To retrace the evolution of horse toes, McHorse and colleagues used CT scans to capture the internal structure of fossilized foot bones from 12 kinds of extinct horses. They also analyzed the feet of the closely related Central American tapir, which are oddly toed like Hyracotherium. A computer simulation then let researchers estimate how the bones would respond to the stresses of locomotion for each species, such as jumping over a hurdle or accelerating into a gallop. Then the scientists compared what happened when they applied the animal’s full body weight to just to the central toe, or spread it among multiple toes.

Side toes significantly increased the early horses’ ability to bear their own weight, the team found — the central toe of early horses would have fractured without help from other toes. As the era of modern horses approached and side toes dropped away, however, the middle toe bone grew thicker and hollower. These changes made the single-toed foot nearly as sturdy — resistant to bending and compression — as multiple toes.
As horses’ legs grew longer, the extra toes at the end of the limb would have been “like wearing weights around your ankles,” McHorse says. Shedding those toes could have helped early horses save energy, allowing them to travel farther and faster, she says. The study can’t determine what changes came first — whether bulking up the middle toe drove the loss of side toes, or the loss of side toes caused changes in the middle toe.

Horses aren’t the only animals to have lost toes or fingers to the evolutionary chopping block. “Digits have been lost many times in animals that walk, run, hop and fly,” says Kim Cooper, a biologist at the University of California, San Diego.

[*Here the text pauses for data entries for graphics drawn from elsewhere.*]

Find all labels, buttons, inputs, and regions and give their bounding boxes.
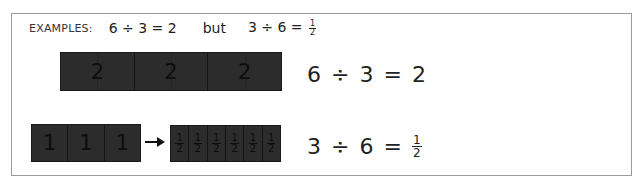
bar-segment: 2 [61, 53, 134, 90]
bar-segment: 12 [171, 126, 188, 161]
bar-segment: 12 [225, 126, 243, 161]
bar-three-ones: 1 1 1 [31, 124, 141, 162]
bar-segment: 1 [104, 125, 140, 161]
example-2-equation: 3 ÷ 6 = 1 2 [248, 19, 316, 37]
bar-segment: 12 [188, 126, 206, 161]
bar-segment: 1 [32, 125, 67, 161]
bar-segment: 2 [207, 53, 281, 90]
example-2-fraction: 1 2 [309, 20, 316, 37]
bar-segment: 1 [67, 125, 103, 161]
bar-segment: 12 [262, 126, 280, 161]
bar-segment: 12 [243, 126, 261, 161]
right-arrow-icon [144, 135, 166, 149]
connector-text: but [203, 20, 226, 36]
example-2-prefix: 3 ÷ 6 = [248, 19, 303, 35]
bar-segment: 12 [207, 126, 225, 161]
result-fraction: 1 2 [412, 134, 422, 159]
equation-6-div-3: 6 ÷ 3 = 2 [307, 62, 426, 87]
examples-header: EXAMPLES: 6 ÷ 3 = 2 but 3 ÷ 6 = 1 2 [29, 17, 316, 39]
examples-label: EXAMPLES: [29, 22, 93, 35]
bar-three-groups-of-two: 2 2 2 [60, 52, 282, 91]
bar-six-halves: 12 12 12 12 12 12 [170, 125, 281, 162]
equation-3-div-6: 3 ÷ 6 = 1 2 [307, 134, 422, 159]
bar-segment: 2 [134, 53, 208, 90]
example-1-equation: 6 ÷ 3 = 2 [109, 20, 177, 36]
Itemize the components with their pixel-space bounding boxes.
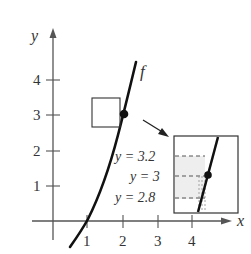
zoom-arrow [143,120,169,137]
y-tick-4: 4 [33,72,41,88]
y-tick-1: 1 [33,178,41,194]
y-tick-2: 2 [33,143,41,159]
function-zoom-diagram: y 1 2 3 4 x 1 2 3 4 f y = 3.2 y = 3 y [0,0,251,254]
inset-label-upper: y = 3.2 [113,149,155,164]
y-tick-3: 3 [33,107,41,123]
y-axis-label: y [29,27,39,45]
curve-label: f [140,62,147,81]
inset-label-lower: y = 2.8 [113,190,155,205]
x-axis-label: x [236,212,244,229]
x-tick-1: 1 [83,233,91,249]
zoom-inset [174,136,238,213]
x-tick-4: 4 [188,233,196,249]
y-axis [46,28,60,240]
highlighted-point [120,110,129,119]
zoom-region-box [92,98,120,127]
x-tick-3: 3 [154,233,162,249]
x-axis [32,215,232,228]
inset-label-center: y = 3 [128,169,160,184]
x-tick-2: 2 [119,233,127,249]
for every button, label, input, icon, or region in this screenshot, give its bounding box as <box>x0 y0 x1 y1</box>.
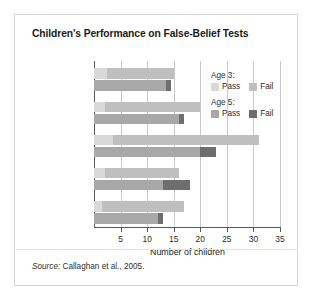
legend-group-title: Age 3: <box>211 71 278 80</box>
x-tick-label-35: 35 <box>275 234 284 244</box>
bar-row-thailand: Thailand <box>94 194 280 227</box>
chart-legend: Age 3: Pass Fail Age 5: Pass <box>211 71 278 125</box>
legend-swatch-age3-pass <box>211 83 219 91</box>
x-axis-line <box>94 227 281 228</box>
bar-age3-samoa <box>94 168 179 179</box>
bar-segment-age5-fail <box>200 147 216 158</box>
x-tick-label-10: 10 <box>142 234 151 244</box>
chart-title: Children's Performance on False-Belief T… <box>32 28 248 39</box>
x-tick-label-20: 20 <box>196 234 205 244</box>
x-tick-30 <box>253 228 254 232</box>
bar-age3-canada <box>94 68 174 79</box>
legend-label-age5-pass: Pass <box>222 109 240 118</box>
bar-segment-age5-pass <box>94 213 158 224</box>
x-tick-5 <box>121 228 122 232</box>
legend-swatch-age3-fail <box>249 83 257 91</box>
x-tick-35 <box>280 228 281 232</box>
bar-age5-thailand <box>94 213 163 224</box>
source-prefix: Source: <box>32 262 60 271</box>
legend-group-age3: Age 3: Pass Fail <box>211 71 278 91</box>
footer-divider <box>16 249 298 250</box>
x-tick-15 <box>174 228 175 232</box>
bar-segment-age5-pass <box>94 147 200 158</box>
bar-segment-age5-pass <box>94 114 179 125</box>
bar-row-samoa: Samoa <box>94 161 280 194</box>
x-tick-label-25: 25 <box>222 234 231 244</box>
bar-age5-peru <box>94 147 216 158</box>
bar-age5-samoa <box>94 180 190 191</box>
legend-label-age5-fail: Fail <box>260 109 273 118</box>
bar-row-peru: Peru <box>94 127 280 160</box>
legend-item-age5-pass: Pass <box>211 109 240 118</box>
source-citation: Callaghan et al., 2005. <box>60 262 144 271</box>
x-tick-25 <box>227 228 228 232</box>
source-note: Source: Callaghan et al., 2005. <box>32 262 144 271</box>
legend-swatch-age5-fail <box>249 110 257 118</box>
bar-segment-age3-fail <box>107 68 173 79</box>
bar-age5-canada <box>94 80 171 91</box>
bar-segment-age5-pass <box>94 80 166 91</box>
legend-label-age3-fail: Fail <box>260 82 273 91</box>
legend-item-age5-fail: Fail <box>249 109 273 118</box>
x-tick-label-5: 5 <box>118 234 123 244</box>
legend-group-title: Age 5: <box>211 98 278 107</box>
bar-segment-age5-fail <box>166 80 171 91</box>
legend-swatch-age5-pass <box>211 110 219 118</box>
bar-segment-age3-fail <box>105 168 179 179</box>
bar-age5-india <box>94 114 184 125</box>
bar-segment-age3-fail <box>105 102 201 113</box>
x-tick-label-15: 15 <box>169 234 178 244</box>
legend-item-age3-fail: Fail <box>249 82 273 91</box>
bar-segment-age3-pass <box>94 135 113 146</box>
legend-item-age3-pass: Pass <box>211 82 240 91</box>
legend-label-age3-pass: Pass <box>222 82 240 91</box>
x-tick-label-30: 30 <box>249 234 258 244</box>
gridline-35 <box>280 61 281 227</box>
bar-segment-age3-fail <box>113 135 259 146</box>
bar-segment-age5-pass <box>94 180 163 191</box>
legend-group-age5: Age 5: Pass Fail <box>211 98 278 118</box>
bar-segment-age5-fail <box>158 213 163 224</box>
bar-segment-age5-fail <box>163 180 190 191</box>
bar-segment-age5-fail <box>179 114 184 125</box>
bar-segment-age3-pass <box>94 168 105 179</box>
bar-age3-thailand <box>94 201 184 212</box>
bar-segment-age3-pass <box>94 68 107 79</box>
bar-segment-age3-pass <box>94 201 102 212</box>
x-tick-10 <box>147 228 148 232</box>
bar-segment-age3-pass <box>94 102 105 113</box>
x-tick-20 <box>200 228 201 232</box>
bar-segment-age3-fail <box>102 201 184 212</box>
figure-panel: Children's Performance on False-Belief T… <box>14 14 298 286</box>
bar-age3-peru <box>94 135 259 146</box>
bar-age3-india <box>94 102 200 113</box>
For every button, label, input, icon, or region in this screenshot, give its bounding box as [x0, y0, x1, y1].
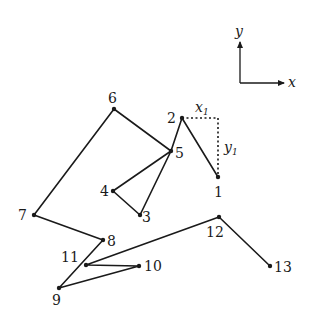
- point-11-label: 11: [61, 249, 79, 265]
- x-axis-label: x: [288, 74, 296, 90]
- point-3-label: 3: [142, 209, 151, 225]
- x1-label: x1: [195, 99, 209, 117]
- diagram-canvas: y x x1 y1 12345678910111213: [0, 0, 310, 313]
- point-labels: 12345678910111213: [18, 90, 292, 308]
- point-5-label: 5: [175, 145, 184, 161]
- point-6-dot: [112, 107, 116, 111]
- point-9-label: 9: [52, 292, 61, 308]
- point-12-dot: [217, 215, 221, 219]
- y-axis-label: y: [234, 23, 244, 39]
- point-6-label: 6: [108, 90, 117, 106]
- point-9-dot: [57, 286, 61, 290]
- point-12-label: 12: [206, 224, 224, 240]
- point-13-label: 13: [274, 259, 292, 275]
- diagram-svg: y x x1 y1 12345678910111213: [0, 0, 310, 313]
- point-8-dot: [101, 238, 105, 242]
- point-7-dot: [32, 213, 36, 217]
- point-10-label: 10: [144, 258, 162, 274]
- point-4-label: 4: [100, 183, 109, 199]
- point-5-dot: [169, 149, 173, 153]
- point-10-dot: [137, 264, 141, 268]
- point-8-label: 8: [107, 233, 116, 249]
- y1-label: y1: [223, 139, 238, 157]
- point-1-label: 1: [214, 184, 223, 200]
- point-11-dot: [84, 263, 88, 267]
- coordinate-axes: y x: [234, 23, 296, 90]
- point-13-dot: [268, 264, 272, 268]
- displacement-guides: x1 y1: [182, 99, 238, 177]
- point-2-dot: [180, 116, 184, 120]
- point-7-label: 7: [18, 207, 27, 223]
- point-2-label: 2: [167, 110, 176, 126]
- point-1-dot: [216, 175, 220, 179]
- point-4-dot: [111, 189, 115, 193]
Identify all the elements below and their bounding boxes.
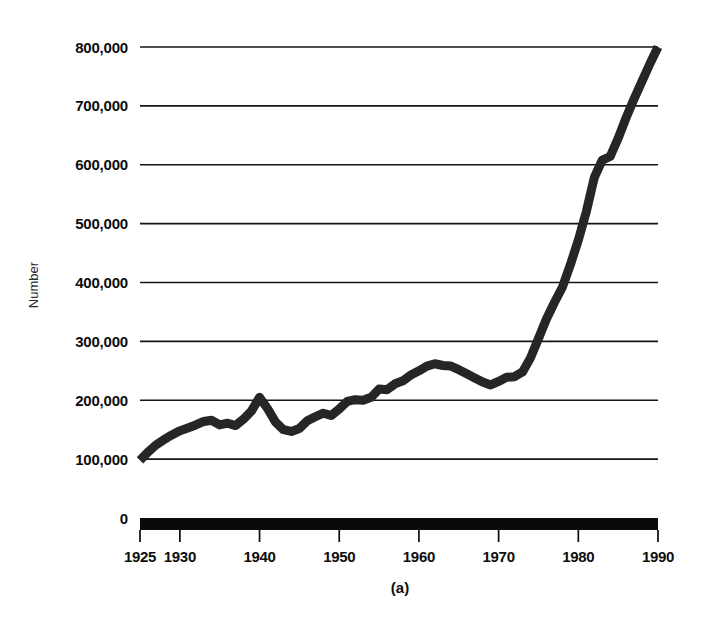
x-tick-label: 1950 — [323, 548, 355, 565]
series-line — [140, 47, 658, 460]
x-tick-label: 1990 — [642, 548, 674, 565]
figure-caption: (a) — [391, 579, 409, 596]
x-axis-tick-marks — [140, 530, 658, 542]
x-tick-label: 1980 — [562, 548, 594, 565]
x-tick-label: 1930 — [164, 548, 196, 565]
y-tick-label: 300,000 — [75, 333, 128, 350]
y-tick-label: 800,000 — [75, 39, 128, 56]
x-tick-label: 1925 — [124, 548, 156, 565]
y-tick-label: 100,000 — [75, 451, 128, 468]
chart-svg: 0100,000200,000300,000400,000500,000600,… — [0, 0, 708, 631]
line-chart-figure: 0100,000200,000300,000400,000500,000600,… — [0, 0, 708, 631]
x-tick-label: 1940 — [243, 548, 275, 565]
y-tick-label: 600,000 — [75, 156, 128, 173]
data-series — [140, 47, 658, 460]
y-tick-label: 500,000 — [75, 215, 128, 232]
y-axis-title: Number — [26, 261, 41, 308]
y-axis-tick-labels: 0100,000200,000300,000400,000500,000600,… — [75, 39, 128, 527]
x-tick-label: 1970 — [483, 548, 515, 565]
x-tick-label: 1960 — [403, 548, 435, 565]
x-axis-baseline-bar — [140, 518, 658, 530]
chart-page: 0100,000200,000300,000400,000500,000600,… — [0, 0, 708, 631]
y-tick-label: 700,000 — [75, 97, 128, 114]
y-tick-label: 0 — [120, 510, 128, 527]
x-axis-tick-labels: 19251930194019501960197019801990 — [124, 548, 674, 565]
gridlines — [140, 47, 658, 459]
y-tick-label: 400,000 — [75, 274, 128, 291]
y-tick-label: 200,000 — [75, 392, 128, 409]
x-axis-bar — [140, 518, 658, 530]
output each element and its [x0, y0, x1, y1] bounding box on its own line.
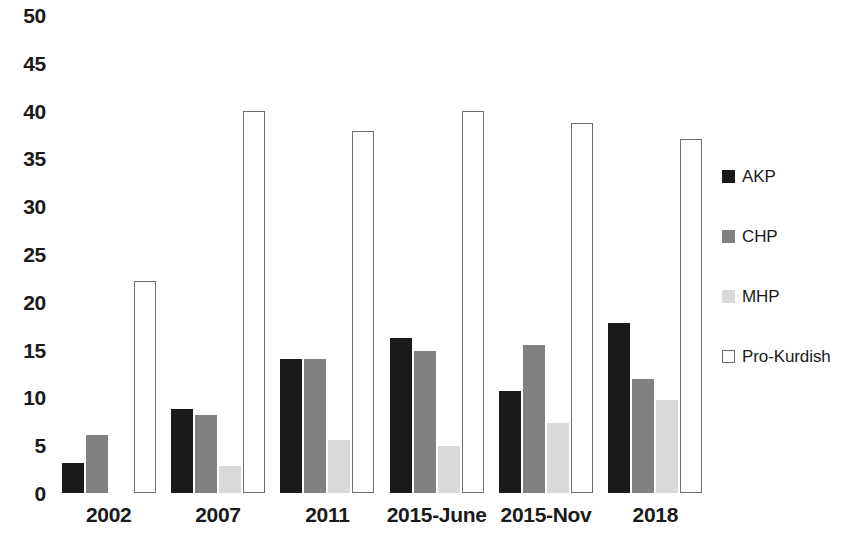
x-tick-label: 2018: [633, 504, 679, 525]
y-tick-label: 35: [0, 148, 46, 169]
bar-chp-2018: [632, 379, 654, 493]
bar-mhp-2015-nov: [547, 423, 569, 493]
bar-pro-kurdish-2015-june: [462, 111, 484, 493]
legend-swatch-icon: [722, 230, 735, 243]
x-tick-label: 2002: [86, 504, 132, 525]
bar-akp-2018: [608, 323, 630, 493]
bar-akp-2015-nov: [499, 391, 521, 493]
legend-swatch-icon: [722, 350, 735, 363]
bar-pro-kurdish-2011: [352, 131, 374, 493]
legend-item-pro-kurdish[interactable]: Pro-Kurdish: [722, 348, 831, 365]
legend-label: AKP: [742, 168, 776, 185]
bar-group: [382, 15, 491, 493]
bar-pro-kurdish-2007: [243, 111, 265, 493]
bar-chart: 05101520253035404550 2002200720112015-Ju…: [0, 0, 849, 542]
x-tick-label: 2011: [305, 504, 349, 525]
y-tick-label: 10: [0, 387, 46, 408]
x-tick-label: 2015-June: [387, 504, 487, 525]
bar-chp-2011: [304, 359, 326, 493]
bar-chp-2007: [195, 415, 217, 493]
y-tick-label: 20: [0, 291, 46, 312]
y-tick-label: 5: [0, 435, 46, 456]
bar-pro-kurdish-2002: [134, 281, 156, 493]
bar-akp-2007: [171, 409, 193, 493]
bar-chp-2015-nov: [523, 345, 545, 493]
y-tick-label: 50: [0, 5, 46, 26]
bar-chp-2015-june: [414, 351, 436, 493]
bar-group: [601, 15, 710, 493]
bar-pro-kurdish-2018: [680, 139, 702, 493]
legend-label: Pro-Kurdish: [742, 348, 831, 365]
bar-akp-2002: [62, 463, 84, 493]
bar-akp-2015-june: [390, 338, 412, 493]
bar-mhp-2007: [219, 466, 241, 493]
legend-item-chp[interactable]: CHP: [722, 228, 778, 245]
bar-mhp-2015-june: [438, 446, 460, 493]
bar-mhp-2011: [328, 440, 350, 493]
legend-item-akp[interactable]: AKP: [722, 168, 776, 185]
legend-label: MHP: [742, 288, 779, 305]
y-tick-label: 25: [0, 244, 46, 265]
y-tick-label: 30: [0, 196, 46, 217]
bar-group: [54, 15, 163, 493]
bar-group: [163, 15, 272, 493]
legend-item-mhp[interactable]: MHP: [722, 288, 779, 305]
bar-akp-2011: [280, 359, 302, 493]
bar-group: [273, 15, 382, 493]
y-axis: 05101520253035404550: [0, 0, 46, 542]
y-tick-label: 15: [0, 339, 46, 360]
y-tick-label: 45: [0, 52, 46, 73]
bar-pro-kurdish-2015-nov: [571, 123, 593, 493]
legend-label: CHP: [742, 228, 778, 245]
x-axis: 2002200720112015-June2015-Nov2018: [54, 500, 710, 542]
legend-swatch-icon: [722, 290, 735, 303]
legend-swatch-icon: [722, 170, 735, 183]
bar-group: [491, 15, 600, 493]
y-tick-label: 0: [0, 483, 46, 504]
plot-area: [54, 15, 710, 493]
x-tick-label: 2015-Nov: [501, 504, 592, 525]
bar-mhp-2018: [656, 400, 678, 493]
bar-chp-2002: [86, 435, 108, 493]
y-tick-label: 40: [0, 100, 46, 121]
x-tick-label: 2007: [195, 504, 241, 525]
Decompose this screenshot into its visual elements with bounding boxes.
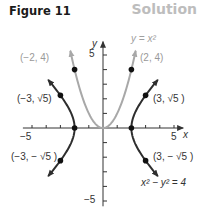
point-0 xyxy=(72,67,78,73)
parabola-curve-left xyxy=(70,51,103,128)
parabola-equation-label: y = x² xyxy=(130,33,156,44)
xtick-label-neg5: −5 xyxy=(20,131,32,142)
x-axis-label: x xyxy=(182,129,189,140)
ytick-label-neg5: −5 xyxy=(84,194,96,205)
hyperbola-left-upper xyxy=(48,80,74,128)
hyperbola-equation-label: x² − y² = 4 xyxy=(140,177,186,188)
point-4 xyxy=(58,158,64,164)
point-1 xyxy=(129,67,135,73)
point-label-3-negsqrt5: (3, − √5 ) xyxy=(153,151,193,162)
point-label-neg2-4: (−2, 4) xyxy=(20,52,49,63)
point-label-neg3-negsqrt5: (−3, − √5 ) xyxy=(11,151,57,162)
parabola-curve-right xyxy=(103,51,136,128)
point-7 xyxy=(129,125,135,131)
point-2 xyxy=(58,93,64,99)
ytick-label-5: 5 xyxy=(89,48,95,59)
xtick-label-5: 5 xyxy=(171,131,177,142)
point-label-2-4: (2, 4) xyxy=(140,52,163,63)
point-label-neg3-sqrt5: (−3, √5) xyxy=(17,93,52,104)
point-5 xyxy=(143,158,149,164)
point-label-3-sqrt5: (3, √5 ) xyxy=(153,93,185,104)
point-3 xyxy=(143,93,149,99)
chart: y x 5 −5 −5 5 y = x² (−2, 4) (2, 4) (−3,… xyxy=(0,0,205,218)
point-6 xyxy=(72,125,78,131)
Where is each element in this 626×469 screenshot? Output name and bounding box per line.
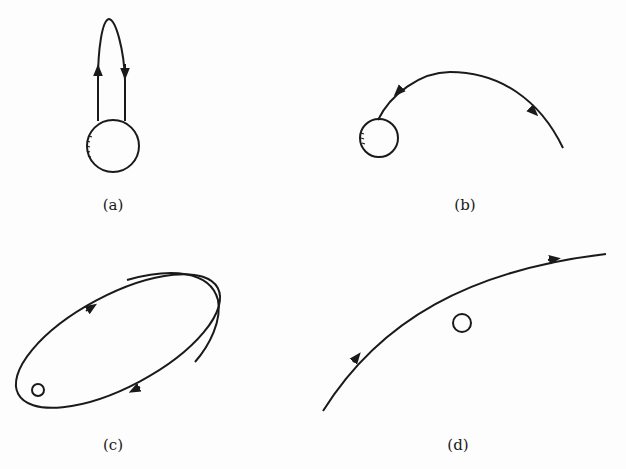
panel-a-label: (a) — [103, 196, 124, 214]
panel-b-diagram — [360, 72, 563, 157]
escape-trajectory — [378, 72, 563, 148]
precessed-orbit — [127, 273, 219, 362]
trajectory-loop — [98, 19, 125, 121]
small-body — [32, 384, 44, 396]
orbit-diagram — [0, 0, 626, 469]
panel-c-diagram — [0, 247, 239, 434]
panel-a-diagram — [87, 19, 139, 172]
panel-d-diagram — [323, 254, 606, 411]
planet-body — [87, 120, 139, 172]
elliptical-orbit — [0, 247, 239, 434]
planet-body — [360, 119, 398, 157]
panel-c-label: (c) — [103, 436, 123, 454]
panel-b-label: (b) — [454, 196, 475, 214]
small-body — [453, 314, 471, 332]
panel-d-label: (d) — [447, 436, 468, 454]
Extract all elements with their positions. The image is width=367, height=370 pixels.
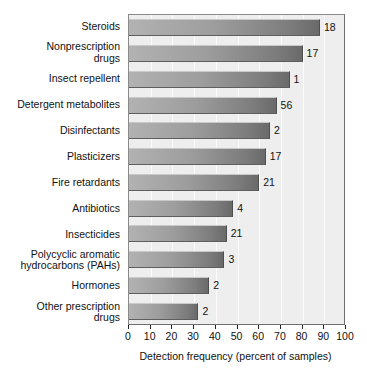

Modeling how forces of locomotion act on an animal’s bones — living or extinct — could help scientists understand why.

An interstellar asteroid might have just been spotted for the first time

Astronomers may have just spotted the first asteroid caught visiting the solar system from another star.

The Pan-STARRS 1 telescope in Hawaii discovered the object, initially dubbed A/2017 U1 and later named ‘Oumuamua, on October 18. More observations from other telescopes around the world suggest the object’s trajectory is at an unusually steep angle to the plane on which all the planets lie, and it does not orbit the sun. A/2017 U1’s slingshot route suggests it is a recent visitor to the solar system — and is now on its way out again. The discovery was announced in a bulletin published October 25 by the International Astronomical Union’s Minor Planet Center.
All asteroids previously seen come from within the solar system and circle the sun. Even comets, which come from a distant reservoir of icy rocks in the solar system called the Oort cloud and can have highly titled orbits, still orbit the sun.

Astronomers first pegged the object as a comet thanks to its elongated path, but additional telescope observations October 25 indicate it’s more likely that A/2017 U1 is an asteroid. Those observations revealed that the object looked like a single, sharp point of light, suggesting it is not a comet, which would have an extended icy halo. The asteroid, which is probably no more than 400 meters across, zoomed into the solar system at 25.5 kilometers per second and is now fleeing at 44 km/s.

The new data also supported the wacky trajectory, suggesting the object truly is a visitor from beyond. “It’s now looking very promising,” says planetary scientist Michele Bannister of Queen’s University Belfast in Northern Ireland, although she would still like to get more data to be sure. Astronomers are already planning to measure the colors in the asteroid’s reflected light to figure out what it’s made of, a clue to its origins.